Forget everything you think you know about heist movies. Director David Caffrey's Fuze doesn't just enter the genre; it detonates a bomb at its very core, offering a brutal, breathless, and astonishingly authentic plunge into the London criminal underworld.
Set against the rain-slicked, neon-drenched streets of the capital, the film opens with a seemingly innocuous event: a utility worker, played with everyman brilliance by David Morrissey, begins digging up a busy pavement. But this is no routine repair job. It's the meticulously calculated first move in a high-stakes operation targeting a vault buried deep beneath the city.
A Masterclass in Slow-Burn Tension
Caffrey masterfully builds a suffocating sense of dread from the first frame. The genius of Fuze lies not in explosive shootouts, but in the agonising, silent tension of the setup. The relentless, almost documentary-style camerawork puts you right in the trench with the crew, making you complicit in their nerve-shredding race against time.
The film's power is magnified by its staggering realism. This is a world away from glossy Hollywood capers. The dialogue is ripped straight from the streets, the technology feels plausible, and the obstacles are frustratingly mundane yet deadly serious—a curious resident, a misplaced traffic cone, the terrifying arrival of a high-pressure gas main.
A Stellar Cast of Character Actors
Morrissey is utterly compelling as the man in the hole, his face a canvas of grit, fear, and determination. He is ably supported by a phenomenal ensemble cast including Stephen Graham as a nervy handler and Sinead Matthews as a sharp-witted lookout. This isn't a film about glamorous criminals; it's about skilled, desperate tradespeople for whom crime is just another messy, high-risk job.
As the title suggests, the threat of a catastrophic explosion hangs over every minute, a ticking time bomb that transforms a central London street into a pressure cooker of suspense. The final act is a heart-pounding cascade of misfires and panic that will leave you utterly drained.
The Verdict
Fuze is a triumph of British filmmaking. It’s a lean, mean, intelligent thriller that prioritises gritty realism over glamour and psychological tension over empty action. Caffrey has crafted not just a great heist movie, but one of the most gripping and authentic British films of the year. Miss it at your peril.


Go through the records and show each line where the word "COMMUNITY" occurs.
[Source data — start]
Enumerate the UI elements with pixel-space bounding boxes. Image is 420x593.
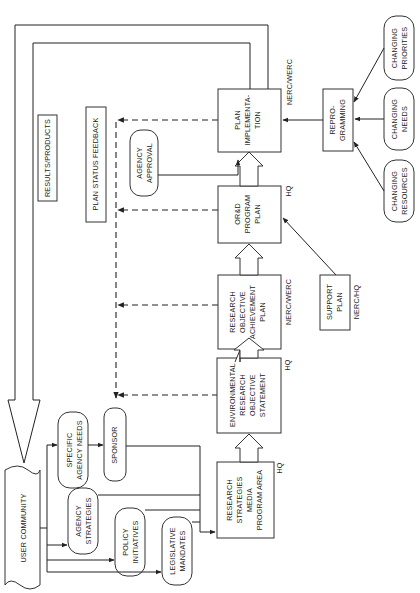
svg-text:PLAN: PLAN [258,302,267,322]
plan-implementation-box: PLAN IMPLEMENTA- TION NERC/WERC [218,59,294,152]
svg-text:OR&D: OR&D [233,203,242,225]
svg-text:NERC/HQ: NERC/HQ [352,285,361,320]
agency-strategies-node: AGENCY STRATEGIES [68,488,98,554]
svg-text:GRAMMING: GRAMMING [338,99,347,141]
svg-text:SPECIFIC: SPECIFIC [65,433,74,468]
svg-text:NEEDS: NEEDS [400,106,409,132]
svg-text:NERC/WERC: NERC/WERC [284,279,293,325]
svg-text:CHANGING: CHANGING [390,171,399,212]
env-research-objective-box: ENVIRONMENTAL RESEARCH OBJECTIVE STATEME… [217,358,292,433]
svg-text:RESULTS/PRODUCTS: RESULTS/PRODUCTS [43,119,52,197]
svg-text:RESEARCH: RESEARCH [238,374,247,416]
svg-text:STATEMENT: STATEMENT [258,372,267,417]
svg-text:NERC/WERC: NERC/WERC [285,59,294,105]
svg-text:LEGISLATIVE: LEGISLATIVE [168,527,177,575]
results-products-label: RESULTS/PRODUCTS [38,115,57,201]
research-strategies-box: RESEARCH STRATEGIES MEDIA PROGRAM AREA H… [217,462,284,538]
svg-text:USER COMMUNITY: USER COMMUNITY [19,493,28,562]
changing-resources-node: CHANGING RESOURCES [354,142,414,222]
plan-status-feedback-label: PLAN STATUS FEEDBACK [86,107,106,222]
svg-text:APPROVAL: APPROVAL [145,143,154,183]
svg-text:AGENCY: AGENCY [74,505,83,537]
svg-text:PRIORITIES: PRIORITIES [400,27,409,70]
svg-text:OBJECTIVE: OBJECTIVE [238,291,247,333]
svg-text:SUPPORT: SUPPORT [325,284,334,320]
svg-text:CHANGING: CHANGING [390,28,399,69]
planning-process-diagram: USER COMMUNITY RESULTS/PRODUCTS PLAN STA… [0,0,420,593]
svg-text:MANDATES: MANDATES [178,530,187,571]
svg-text:CHANGING: CHANGING [390,99,399,140]
legislative-mandates-node: LEGISLATIVE MANDATES [162,517,192,585]
svg-text:SPONSOR: SPONSOR [110,426,119,463]
svg-text:STRATEGIES: STRATEGIES [235,476,244,523]
support-plan-node: SUPPORT PLAN NERC/HQ [283,218,361,330]
svg-text:HQ: HQ [284,185,293,196]
svg-text:PLAN: PLAN [335,292,344,312]
svg-text:REPRO-: REPRO- [328,105,337,135]
changing-needs-node: CHANGING NEEDS [355,88,414,150]
ord-program-plan-box: OR&D PROGRAM PLAN HQ [218,185,293,243]
research-objective-achievement-box: RESEARCH OBJECTIVE ACHIEVEMENT PLAN NERC… [218,275,293,349]
svg-text:AGENCY NEEDS: AGENCY NEEDS [75,420,84,479]
policy-initiatives-node: POLICY INITIATIVES [115,508,145,576]
svg-text:OBJECTIVE: OBJECTIVE [248,374,257,416]
svg-text:PLAN STATUS FEEDBACK: PLAN STATUS FEEDBACK [91,118,100,211]
svg-text:ACHIEVEMENT: ACHIEVEMENT [248,285,257,340]
svg-text:RESEARCH: RESEARCH [228,291,237,333]
svg-text:TION: TION [253,111,262,129]
svg-text:AGENCY: AGENCY [135,147,144,179]
sponsor-node: SPONSOR [104,408,126,481]
svg-text:INITIATIVES: INITIATIVES [131,521,140,564]
svg-text:RESOURCES: RESOURCES [400,167,409,214]
user-community-banner: USER COMMUNITY [5,466,40,589]
svg-text:ENVIRONMENTAL: ENVIRONMENTAL [228,363,237,427]
svg-text:STRATEGIES: STRATEGIES [84,497,93,544]
svg-text:POLICY: POLICY [121,528,130,556]
svg-text:IMPLEMENTA-: IMPLEMENTA- [243,94,252,145]
svg-text:MEDIA: MEDIA [245,488,254,512]
svg-text:PROGRAM: PROGRAM [243,195,252,234]
svg-text:PLAN: PLAN [253,204,262,224]
specific-agency-needs-node: SPECIFIC AGENCY NEEDS [58,412,88,488]
svg-text:PROGRAM AREA: PROGRAM AREA [255,470,264,531]
svg-text:HQ: HQ [283,359,292,370]
svg-text:HQ: HQ [275,462,284,473]
svg-text:RESEARCH: RESEARCH [225,479,234,521]
svg-text:PLAN: PLAN [233,110,242,130]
[Source data — finish]
◆ Response to this exercise
svg-text:USER COMMUNITY: USER COMMUNITY [19,493,28,562]
planning-process-diagram: USER COMMUNITY RESULTS/PRODUCTS PLAN STA… [0,0,420,593]
user-community-banner: USER COMMUNITY [5,466,40,589]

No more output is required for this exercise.